Ten gallons of milk are produced per cow per day, meaning to farm yields 23,000 8-ounce servings – a lot of glasses for Santa Most milk is sold wholesale to large markets, but the price crash in 2009 forced the family to branch into the retail business and open Contoocook Creamery. Their milk is sold north to New London, east to the Seacoast and west to Hollis.
To watch Heather and Wilson work in the milking parlor is to believe they have a direct line of communication to their cows.
The cows lined up like patrons at a movie theater. Wilson and Heather sanitized each udder with a swipe of a cloth, then hooked each one to a vacuum cleaner-looking thing.
Each cow was hooked for just a few minutes, and a digital readout displayed milk flow, or the number of pounds per minute the cow was producing. When the number dropped below 2 pounds per minute, the hoses dropped off automatically. Then the cows left in an orderly fashion, out a different door so as not to create a traffic jam near the entrance.
The cows are structured, even demanding. If the milking crew gets to work after 4:30 a.m., the cows get grouchy. They want to give their milk, and they want to give it on time.
“They love routine,” Wilson said. “They thrive on consistency.”
Bram and his long red beard entered about 6:50 a.m. so Heather could feed the calves. He works at the dairy farm at UNH, but the milking there begins at 4:15 a.m., so he considered his 12-hour days while on Christmas break to be, well, a break.

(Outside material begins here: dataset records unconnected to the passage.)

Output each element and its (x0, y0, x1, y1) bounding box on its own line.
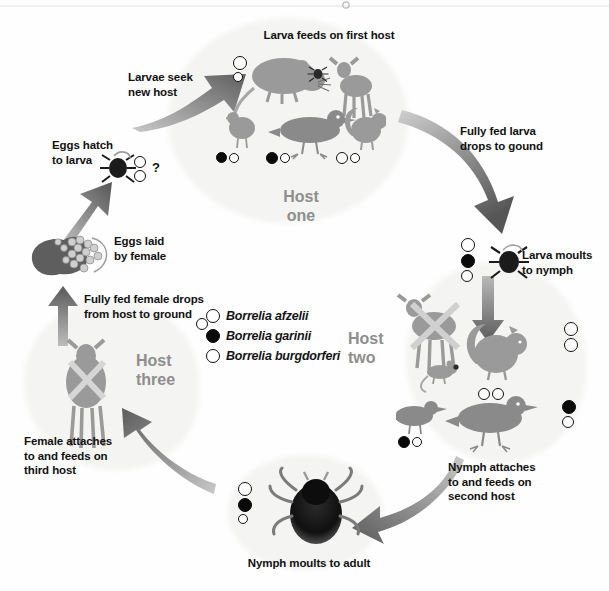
marker-open-circle (238, 514, 248, 524)
marker-filled-circle (206, 329, 220, 343)
marker-open-circle (134, 156, 146, 168)
dots-bird-right-host-two (562, 400, 576, 428)
marker-open-circle (478, 388, 490, 400)
label-larva-moults-to-nymph: Larva moults to nymph (522, 248, 606, 277)
label-fully-fed-larva-drops: Fully fed larva drops to gound (460, 124, 572, 153)
marker-filled-circle (266, 152, 278, 164)
marker-open-circle (562, 416, 574, 428)
legend-item-borrelia-burgdorferi: Borrelia burgdorferi (206, 346, 346, 366)
marker-open-circle (336, 152, 348, 164)
arrow-fully-fed-larva-drops (398, 100, 528, 240)
marker-open-circle (280, 153, 290, 163)
marker-open-circle (564, 338, 578, 352)
legend-label: Borrelia afzelii (226, 309, 308, 323)
legend-item-borrelia-afzelii: Borrelia afzelii (206, 306, 346, 326)
marker-open-circle (238, 482, 252, 496)
host-two-animals (396, 288, 576, 453)
label-eggs-hatch-to-larva: Eggs hatch to larva (52, 138, 132, 167)
marker-open-circle (492, 388, 504, 400)
dots-mouse-host-one (233, 56, 247, 82)
dots-adult-tick (238, 482, 252, 524)
marker-open-circle (233, 56, 247, 70)
legend: Borrelia afzelii Borrelia garinii Borrel… (206, 306, 346, 366)
marker-filled-circle (238, 498, 252, 512)
marker-filled-circle (398, 436, 410, 448)
marker-open-circle (564, 322, 578, 336)
marker-filled-circle (562, 400, 576, 414)
legend-label: Borrelia burgdorferi (226, 349, 340, 363)
marker-open-circle (233, 72, 243, 82)
label-fully-fed-female-drops: Fully fed female drops from host to grou… (84, 292, 216, 321)
label-nymph-attaches-second-host: Nymph attaches to and feeds on second ho… (448, 460, 568, 504)
label-host-three: Host three (136, 352, 214, 390)
legend-item-borrelia-garinii: Borrelia garinii (206, 326, 346, 346)
marker-open-circle (412, 437, 422, 447)
label-nymph-moults-to-adult: Nymph moults to adult (204, 556, 414, 571)
dots-squirrel-host-one (336, 152, 360, 164)
dots-mouse-host-two (478, 388, 504, 400)
adult-tick-icon (268, 466, 364, 552)
dots-larva-moults-nymph (461, 238, 475, 282)
host-one-animals (226, 48, 386, 173)
legend-label: Borrelia garinii (226, 329, 311, 343)
marker-open-circle (461, 238, 475, 252)
label-female-attaches-third-host: Female attaches to and feeds on third ho… (24, 434, 134, 478)
dots-squirrel-host-two (564, 322, 578, 352)
marker-open-circle (134, 170, 146, 182)
label-larva-feeds-on-first-host: Larva feeds on first host (234, 28, 424, 43)
marker-open-circle (229, 153, 239, 163)
dots-bird-left-host-two (398, 436, 422, 448)
unknown-marker: ? (152, 160, 160, 175)
label-eggs-laid-by-female: Eggs laid by female (114, 234, 194, 263)
dots-eggs-hatch-larva (134, 156, 146, 182)
label-larvae-seek-new-host: Larvae seek new host (128, 70, 218, 99)
dots-bird-left-host-one (216, 152, 239, 163)
egg-mass-and-female-tick (28, 226, 128, 284)
label-host-two: Host two (348, 330, 414, 368)
scan-artifact-topline (0, 0, 609, 14)
dots-bird-center-host-one (266, 152, 290, 164)
marker-open-circle (461, 270, 473, 282)
marker-filled-circle (461, 254, 475, 268)
label-host-one: Host one (266, 188, 336, 226)
tick-life-cycle-diagram: ? Borrelia afzelii Borrelia (0, 0, 609, 591)
marker-open-circle (350, 153, 360, 163)
marker-filled-circle (216, 152, 227, 163)
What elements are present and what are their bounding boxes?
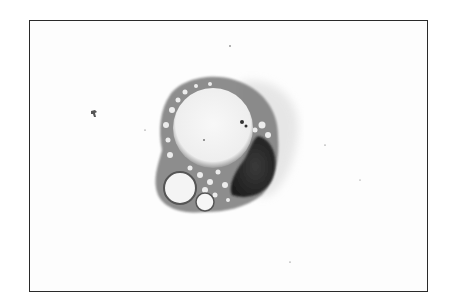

The milk is pumped into a 4,000-gallon tank and then pumped into another giant tank, which is driven to Maine for pasteurization.
Heather said she, Jamie and their three boys have not taken a family vacation together since 2006, when they spent a few days in New Brunswick. They don’t know when that will happen again.
At noon, the family was to walk to the house across the way, where Heather’s parents live, to warm up, open presents and eat ham and pie, buffet-style.
“Then we’ll come back here,” Heather said. “We have to go back to work.”